Larry Diamond’s Tribute to Seymour Martin Lipset on the occasion of the First Annual Seymour Martin Lipset Democracy Lecture

By Larry Diamond
December 6, 2004

Tonight we honor one of the most important modern scholars of democracy, Seymour Martin Lipset. Over a career of more than half a century, Marty Lipset has been one of the most seminal and prolific analysts of the conditions, dynamics, values, politics, and prospects of democracy. His extraordinary output—some 25 books, a similar number of edited volumes, and hundreds of articles and essays—has spanned a range of themes too vast to summarize. His topics have included the origins of socialism, fascism, revolution, protest, prejudice, and extremism; class conflict, structure, and mobility; social cleavages, party systems, and voter alignments; public opinion and public confidence in institutions; and the social conditions of democracy, including economic development and political culture. He has explored each of these topics, and many more, in a lucid and strikingly accessible style, and with a range of works, some comparing across countries and some focusing on the United States.

During the second half of the twentieth century, no one writing about democracy was more frequently cited by other scholars, more often translated into other languages, or more widely read and appreciated, not just by legions of professors and students, but by policy makers and civic activists who were struggling to implement democracy. In both substance and style, no scholar has more strongly influenced the Journal of Democracy.

For over 50 years, Lipset has inspired, taught, and mentored several generations of leading political scientists and sociologists. Their diverse theoretical perspectives and political orientations testify to Marty’s open-mindedness, breadth, and toleration. He has lived his life as he has woven his theories, with a strong belief in reason, moderation, tolerance, pragmatism, and restraint as the bedrock values of democracy and of a decent society.

This core philosophical conviction runs like a silver lining throughout his work and his life. It explains his constant search for equilibrium—between consensus and conflict, between ideological extremes, even between political parties in the United States. It explains his opposition to radicalism and revolution, yet his abiding concern for the need to attenuate inequality. It explains his celebration of the bourgeoisie and the middle class as the social foundations of democracy, and his intellectual drive to understand fascism of both the left and right. We see it in the political theorists who have most influenced him (Aristotle, Tocqueville, Max Weber, and Joseph Schumpeter) and in the American presidents he most admires (George Washington and Teddy Roosevelt). It is apparent in the remarkable way in which he has evinced, throughout his life, pride in the United States—“The First New Nation”—and yet has resisted all forms of chauvinism and ethnocentrism.

Marty Lipset has become justly famous not only for his substantive contributions to the study of democracy but for his commitment to and promotion of comparative studies. No comparison of societies has fascinated and occupied him more than that between Canada and the United States. It is thus entirely fitting, and I know deeply satisfying to Marty, that we honor his lifelong commitment to the study of democracy with a lecture sponsored jointly by institutions representing these two great democracies.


Retype everything in the listing, leaving each line exactly as it is.

*Data in this exercise:*
*** Begin section ***

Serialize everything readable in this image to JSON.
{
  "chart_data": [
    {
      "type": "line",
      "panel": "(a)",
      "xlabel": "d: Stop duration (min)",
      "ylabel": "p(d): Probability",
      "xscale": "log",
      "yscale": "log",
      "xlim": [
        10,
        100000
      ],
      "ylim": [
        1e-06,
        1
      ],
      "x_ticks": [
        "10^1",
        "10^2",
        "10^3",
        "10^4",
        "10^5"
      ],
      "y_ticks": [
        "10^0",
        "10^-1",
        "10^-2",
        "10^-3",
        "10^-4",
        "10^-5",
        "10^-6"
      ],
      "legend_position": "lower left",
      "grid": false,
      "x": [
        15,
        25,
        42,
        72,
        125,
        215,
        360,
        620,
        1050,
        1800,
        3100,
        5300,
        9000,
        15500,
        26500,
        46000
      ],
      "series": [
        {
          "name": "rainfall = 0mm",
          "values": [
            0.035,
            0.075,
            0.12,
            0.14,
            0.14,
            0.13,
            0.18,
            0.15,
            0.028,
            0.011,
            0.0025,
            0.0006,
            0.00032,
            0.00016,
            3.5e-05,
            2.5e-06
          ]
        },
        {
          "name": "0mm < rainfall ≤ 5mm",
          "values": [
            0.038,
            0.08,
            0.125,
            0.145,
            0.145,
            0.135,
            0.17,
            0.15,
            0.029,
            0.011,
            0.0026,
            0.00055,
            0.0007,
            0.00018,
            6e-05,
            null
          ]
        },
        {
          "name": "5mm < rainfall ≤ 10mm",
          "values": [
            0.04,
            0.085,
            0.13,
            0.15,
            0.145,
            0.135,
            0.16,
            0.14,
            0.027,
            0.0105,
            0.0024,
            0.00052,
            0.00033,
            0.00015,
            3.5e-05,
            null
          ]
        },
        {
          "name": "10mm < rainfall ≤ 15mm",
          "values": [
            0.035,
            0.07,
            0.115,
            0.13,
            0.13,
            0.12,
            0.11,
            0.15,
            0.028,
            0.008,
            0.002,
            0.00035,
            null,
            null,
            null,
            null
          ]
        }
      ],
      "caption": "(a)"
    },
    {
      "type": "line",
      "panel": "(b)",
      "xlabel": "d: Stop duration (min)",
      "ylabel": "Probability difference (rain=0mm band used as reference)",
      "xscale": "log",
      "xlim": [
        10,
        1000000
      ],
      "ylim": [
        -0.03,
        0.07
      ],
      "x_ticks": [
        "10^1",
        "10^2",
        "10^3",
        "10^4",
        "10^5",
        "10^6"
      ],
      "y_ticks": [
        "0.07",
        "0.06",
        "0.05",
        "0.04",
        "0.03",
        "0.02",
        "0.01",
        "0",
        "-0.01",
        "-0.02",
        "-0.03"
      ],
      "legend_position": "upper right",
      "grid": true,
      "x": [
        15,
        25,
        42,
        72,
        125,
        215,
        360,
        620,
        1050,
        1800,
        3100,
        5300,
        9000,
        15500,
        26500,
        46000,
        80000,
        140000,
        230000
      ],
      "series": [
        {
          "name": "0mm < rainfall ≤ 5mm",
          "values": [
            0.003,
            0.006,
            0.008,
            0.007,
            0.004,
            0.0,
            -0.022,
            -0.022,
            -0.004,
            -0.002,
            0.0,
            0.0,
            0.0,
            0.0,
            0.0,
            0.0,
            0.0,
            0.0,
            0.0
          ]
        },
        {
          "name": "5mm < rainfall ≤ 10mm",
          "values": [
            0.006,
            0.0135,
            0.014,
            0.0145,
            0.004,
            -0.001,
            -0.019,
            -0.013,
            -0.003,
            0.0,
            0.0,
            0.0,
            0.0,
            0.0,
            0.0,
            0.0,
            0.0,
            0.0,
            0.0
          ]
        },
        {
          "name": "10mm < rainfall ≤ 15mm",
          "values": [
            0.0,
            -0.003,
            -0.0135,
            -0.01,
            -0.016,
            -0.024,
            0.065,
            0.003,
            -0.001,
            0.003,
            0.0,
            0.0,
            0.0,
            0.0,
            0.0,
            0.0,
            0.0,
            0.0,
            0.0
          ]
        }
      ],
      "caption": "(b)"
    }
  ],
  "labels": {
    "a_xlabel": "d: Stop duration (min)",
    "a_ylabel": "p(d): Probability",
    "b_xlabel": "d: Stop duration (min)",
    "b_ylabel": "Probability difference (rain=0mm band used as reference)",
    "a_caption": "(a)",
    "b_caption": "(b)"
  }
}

*** End section ***

*Result of the exercise:*
Serialize everything readable in this image to JSON.
{
  "chart_data": [
    {
      "type": "line",
      "panel": "(a)",
      "xlabel": "d: Stop duration (min)",
      "ylabel": "p(d): Probability",
      "xscale": "log",
      "yscale": "log",
      "xlim": [
        10,
        100000
      ],
      "ylim": [
        1e-06,
        1
      ],
      "x_ticks": [
        "10^1",
        "10^2",
        "10^3",
        "10^4",
        "10^5"
      ],
      "y_ticks": [
        "10^0",
        "10^-1",
        "10^-2",
        "10^-3",
        "10^-4",
        "10^-5",
        "10^-6"
      ],
      "legend_position": "lower left",
      "grid": false,
      "x": [
        15,
        25,
        42,
        72,
        125,
        215,
        360,
        620,
        1050,
        1800,
        3100,
        5300,
        9000,
        15500,
        26500,
        46000
      ],
      "series": [
        {
          "name": "rainfall = 0mm",
          "values": [
            0.035,
            0.075,
            0.12,
            0.14,
            0.14,
            0.13,
            0.18,
            0.15,
            0.028,
            0.011,
            0.0025,
            0.0006,
            0.00032,
            0.00016,
            3.5e-05,
            2.5e-06
          ]
        },
        {
          "name": "0mm < rainfall ≤ 5mm",
          "values": [
            0.038,
            0.08,
            0.125,
            0.145,
            0.145,
            0.135,
            0.17,
            0.15,
            0.029,
            0.011,
            0.0026,
            0.00055,
            0.0007,
            0.00018,
            6e-05,
            null
          ]
        },
        {
          "name": "5mm < rainfall ≤ 10mm",
          "values": [
            0.04,
            0.085,
            0.13,
            0.15,
            0.145,
            0.135,
            0.16,
            0.14,
            0.027,
            0.0105,
            0.0024,
            0.00052,
            0.00033,
            0.00015,
            3.5e-05,
            null
          ]
        },
        {
          "name": "10mm < rainfall ≤ 15mm",
          "values": [
            0.035,
            0.07,
            0.115,
            0.13,
            0.13,
            0.12,
            0.11,
            0.15,
            0.028,
            0.008,
            0.002,
            0.00035,
            null,
            null,
            null,
            null
          ]
        }
      ],
      "caption": "(a)"
    },
    {
      "type": "line",
      "panel": "(b)",
      "xlabel": "d: Stop duration (min)",
      "ylabel": "Probability difference (rain=0mm band used as reference)",
      "xscale": "log",
      "xlim": [
        10,
        1000000
      ],
      "ylim": [
        -0.03,
        0.07
      ],
      "x_ticks": [
        "10^1",
        "10^2",
        "10^3",
        "10^4",
        "10^5",
        "10^6"
      ],
      "y_ticks": [
        "0.07",
        "0.06",
        "0.05",
        "0.04",
        "0.03",
        "0.02",
        "0.01",
        "0",
        "-0.01",
        "-0.02",
        "-0.03"
      ],
      "legend_position": "upper right",
      "grid": true,
      "x": [
        15,
        25,
        42,
        72,
        125,
        215,
        360,
        620,
        1050,
        1800,
        3100,
        5300,
        9000,
        15500,
        26500,
        46000,
        80000,
        140000,
        230000
      ],
      "series": [
        {
          "name": "0mm < rainfall ≤ 5mm",
          "values": [
            0.003,
            0.006,
            0.008,
            0.007,
            0.004,
            0.0,
            -0.022,
            -0.022,
            -0.004,
            -0.002,
            0.0,
            0.0,
            0.0,
            0.0,
            0.0,
            0.0,
            0.0,
            0.0,
            0.0
          ]
        },
        {
          "name": "5mm < rainfall ≤ 10mm",
          "values": [
            0.006,
            0.0135,
            0.014,
            0.0145,
            0.004,
            -0.001,
            -0.019,
            -0.013,
            -0.003,
            0.0,
            0.0,
            0.0,
            0.0,
            0.0,
            0.0,
            0.0,
            0.0,
            0.0,
            0.0
          ]
        },
        {
          "name": "10mm < rainfall ≤ 15mm",
          "values": [
            0.0,
            -0.003,
            -0.0135,
            -0.01,
            -0.016,
            -0.024,
            0.065,
            0.003,
            -0.001,
            0.003,
            0.0,
            0.0,
            0.0,
            0.0,
            0.0,
            0.0,
            0.0,
            0.0,
            0.0
          ]
        }
      ],
      "caption": "(b)"
    }
  ],
  "labels": {
    "a_xlabel": "d: Stop duration (min)",
    "a_ylabel": "p(d): Probability",
    "b_xlabel": "d: Stop duration (min)",
    "b_ylabel": "Probability difference (rain=0mm band used as reference)",
    "a_caption": "(a)",
    "b_caption": "(b)"
  }
}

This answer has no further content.